Braman’s sculptures can be viewed in relationship to the formal legacies of modernism, like Color Field painting and Minimalist sculpture. Instead of the white cube gallery space and what it implies, Braman’s preferred context is domestic, so that the sculptures be experienced as part of one’s everyday life. As such, placing her sculptures in a home that is itself part of the modernist tradition yet also carries the warmth and intimacy of a beloved family home, underscores how Braman’s work both resists and embraces modernist traditions to reconsider our lived environment.
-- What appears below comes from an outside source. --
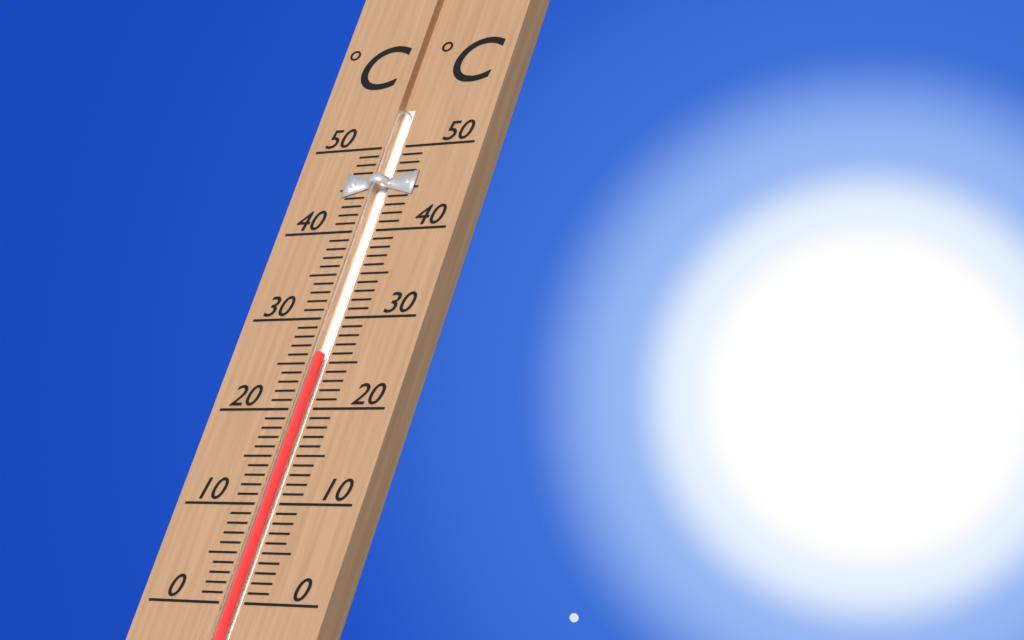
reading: 26 °C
Like Graycliff itself, the monumental outdoor pieces on its grounds will respond to and be changed by the seasons: over the course of the exhibition, all of these structures—containers for life—will look out onto Lake Erie, be bathed in the heat of sunlight in the summer, witness to autumn, and be draped with snow in the winter. Changing weather and light conditions will provide varied visual and physical experiences of Braman’s sculptures, inviting multiple visits and fostering an ongoing engagement with this important site.
Finding Room is the first collaboration between the Curatorial and Public Art departments to take place outside of the Buffalo AKG Art Museum campus. The exhibition will open July 30, 2022. The interior works will remain on view through March 19, 2023, and the outdoor works until October 1, 2023.
To plan your visit to Finding Room, please head to experiencegraycliff.org/visit-graycliff for Graycliff hours, admission, and special event days. Reciprocal admission benefits for Buffalo AKG Art Museum members include free Standard, Open House, and Art Tours, as well as discounted Extended Tours and events. Your membership card must be presented upon arrival.
Check out our virtual guide to Finding Room!
About the Artist
Sarah Braman (she/her) makes sculptures that serve as monuments to everyday life. Interested in the interplay between sensory experience and emotional resonance, Braman combines elements from scrapyard vehicles, old buildings, or furniture with translucent volumes of color and light. The artist’s distinctive color palette permeates the work, from spray paint on found objects and hand-dyed fabric to the expansive nature of the glass forms. In their formal construction, her works relate to the legacies of minimalism and color-field painting. Defying a narrow modernist definition, Braman’s works suggest themes of home, family, and nature, with their joyful immersion in lived experience and emotional life.
About Graycliff
Graycliff, the historic summer retreat of Isabelle and Darwin Martin of Buffalo, New York, comprises structures and grounds designed by Frank Lloyd Wright along with gardens and landscapes designed by landscape architect Ellen Biddle Shipman. Resting on the shores of Lake Erie in Derby, New York, this home is maintained by the Graycliff Conservancy, a nonprofit organization that strives to share the journey and all the stories of Graycliff, advancing the property as a publicly accessible historic site.
This exhibition is curated by Assistant Curator Andrea Alvarez and Public Art Project Coordinator Zack Boehler.